It is gratifying that another Middle Eastern henchman appears about to get his just desserts, and that despite extensive U.S. involvement in the NATO mission not a single American life has been lost in the civil war. (How about them apples, Michele Bachmann? Time to retract your statement that President Obama “is not on our side” because the U.S. intervened? Of course you won’t.)
But let’s face it, defeating Qaddafi’s army will have been the easy part. The hard part will be getting the ragtag alliance of rebels to stash their differences and put Libya on track to becoming a democracy.
The end of the civil war arrived with a rush compared to the drawn-out and largely inconclusive city-by-city battles that had characterized the first six months of fighting as rebels swept into the capital city of Tripoli with a coordination sorely lacking early in the war that can be attributed to stepped-up American aerial surveillance. They initially were met with virtually no resistance, but ferocious fighting has been reported around the compound where Qaddafi may be hiding.
Since NATO entered the war in March, the U.S. and its allies have flown 7,500 sorties, attacking thousands of targets from individual weapons rocket launchers to major military headquarters and essentially destroyed the eyes and ears of Qaddafi’s command structure.
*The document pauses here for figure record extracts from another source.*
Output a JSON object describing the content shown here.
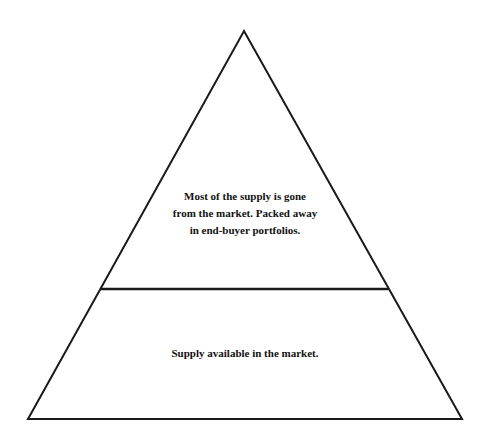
{
  "diagram": {
    "type": "pyramid",
    "colors": {
      "stroke": "#1a1a1a",
      "fill": "#ffffff",
      "text": "#111111"
    },
    "layers": [
      {
        "position": "top",
        "text": "Most of the supply is gone from the market. Packed away in end-buyer portfolios.",
        "lines": [
          "Most of the supply is gone",
          "from the market. Packed away",
          "in end-buyer portfolios."
        ]
      },
      {
        "position": "bottom",
        "text": "Supply available in the market.",
        "lines": [
          "Supply available in the market."
        ]
      }
    ]
  }
}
Let it not be forgotten that the U.S. and other Western nations — as well as British Petroleum and other energy companies — supported Qaddafi and like Mubarak in Egypt he survived as long as he did because of that unholy alliance. The trick now for the U.S. will be to not be drawn into the post-Qaddafi turmoil while materially supporting the rebels and insisting that any transitional government be all-inclusive.